Over the centuries, the basic make-up of an effective team hasn’t changed much. Among a few other things, teams that succeed need to have members who can play to their different strengths, who can communicate effectively with one another, and who can learn from their mistakes.
These traits were as helpful to a Neanderthal hunting party as they are to software development teams. What makes the notion of an effective team especially interesting in the context of experience design is in the context. There were probably only a handful of ways to effectively fell a woolly mammoth and turn it into dinner, but it seems like every UX team follows a different process, and with the nature of experience design shifting on a near daily basis, these processes need to evolve to remain competitive.
For JUXT, the winner of the Design for Experience Effective Agency Team award, filling their ranks with diversity has been key to doing successful work.
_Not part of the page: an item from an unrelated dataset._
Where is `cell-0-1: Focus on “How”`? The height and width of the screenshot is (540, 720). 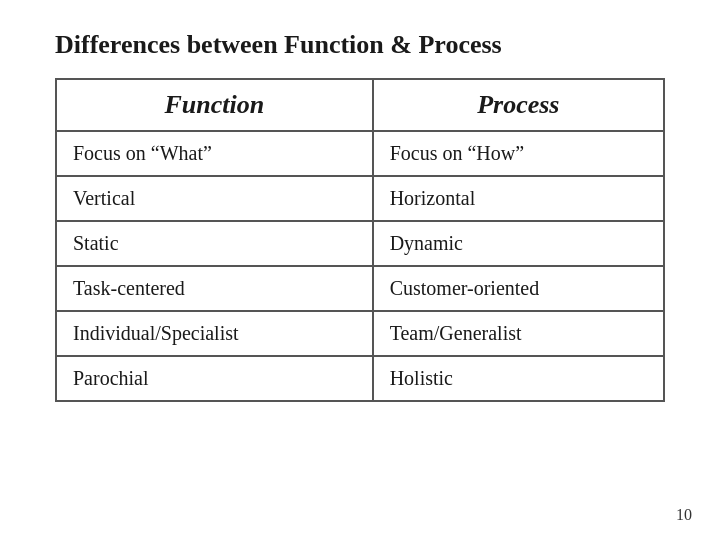
cell-0-1: Focus on “How” is located at coordinates (518, 154).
On their team, you’ll find people from all different parts of the world, with different professional backgrounds—everything from information architecture to spatial design, to filmmaking.
“The diverse backgrounds—both professional and personal—of our team means that we can approach a broad and varied range of experience design executions with an unparalleled depth of thought and consideration,” says Production Coordinator Virginia Raike (a New Zealander). “The fact that we can draw from a wealth of experience means that as the paradigms for experience design continue to shift and evolve, we are able to put critical thought and experiential data into delivering cutting-edge solutions that are familiar enough to remain accessible.”
Communication is also fundamental to operations at JUXT, with weekly check-ins designed to assess the team’s needs and projected workload. “With forecasting executed correctly, we’re able to grow effectively by filling specific roles,” says Raike. “Because we understand what our needs will be in the future, we can surface effective roles that integrate seamlessly with the current team and bring valuable contributors into the fold.”
That kind of communication can lead to insight—the kind that allows team members to work to their full potential in the context of the team.
“By remaining open to everyone’s individual capabilities, interests, and styles our staff are able to bring unique contributions that might not normally fall under a given job title.”
Flexibility Doesn’t Hurt
A finalist in the competition, Boulder-based agency Slice of Lime keeps it’s team thriving in a “teaching agency” environment, where members can spend 20% of their time teaching, learning, or working on an internal project. Each employee also gets a $2,500 conference budget and any book or magazine they request.
“Collaboration is part of our DNA, so teaching one another has never felt like it’s taking away from project work—it’s just part of our process,” says Founder and CEO Kevin Menzie. “Both of our offices have open work areas and plenty of whiteboard walls to collaborate on. We’ve structured the space so that people can quickly call out for help and also serendipitously discover what other people are working on. We further encourage teaching in a few additional ways.”
In an effort to put the focus solely on UX design, the agency doesn’t have its own development team. “We didn’t have that same passion for back-end development and that’s why we let it go,” Menzie says. “Instead, we’ve tailored our process to work seamlessly with either our clients’ internal developers or external development agencies.”
The other finalist in this category came in the form of a joint application from Superrb and ilovedust. A web agency and an illustration agency respectively, the duo relies on flexibility when combining forces as a project team.”
“We try to bring together individuals from different design disciplines, some salty dogs and some young guns, each with their own ideas and perspectives,” says Matt Pilkington, Managing Director at Superrb. “Like any strong relationship we don’t always agree with one another. Fortunately we’ve worked together on enough projects to know when to stand our ground and when to give way.”
The teams also have the luxury of working through creative kinks on ilovedust’s mini ramp.
All for One …
There were other notable applications in the contest from agency teams that demonstrated there’s no one right way to build and run a team:
Brooklyn-based agency Big Spaceship puts a premium on the experience of the working environment, focusing on four values: take care of each other, collaborate, produce amazing work, and speak up. DOOR3 ensures project efficiency and cohesion by placing the responsibility of information architecture, interaction design, and visual design in the hands of a single User Experience Designer instead of splitting it across two or even three subject matter experts. With a team that’s split between the United States and Europe, customedialabs relies on a culture of “philotimo”—a Greek word that equates to doing what is right toward reaching a common goal and helping one another, even if it means sacrificing individual needs. A recent project with The Joslin Diabetes Center found the team at Mad*Pow working in close collaboration with their client’s team, putting a UX designer in place as a strategic lead. The team at EffectiveUI employs an outside-in approach, where customer insight informs the design of the interface, and the interface informs the design of the underlying system. The team at Estrin Technologies has a strong programming background, so having a member who can straddle both technical and aesthetic sides of their work has been crucial. For the team at Precision Dialogue success lies in the ability to ingrain the importance of a customer-centric approach to design by leveraging continuous interaction between the customer and the brand.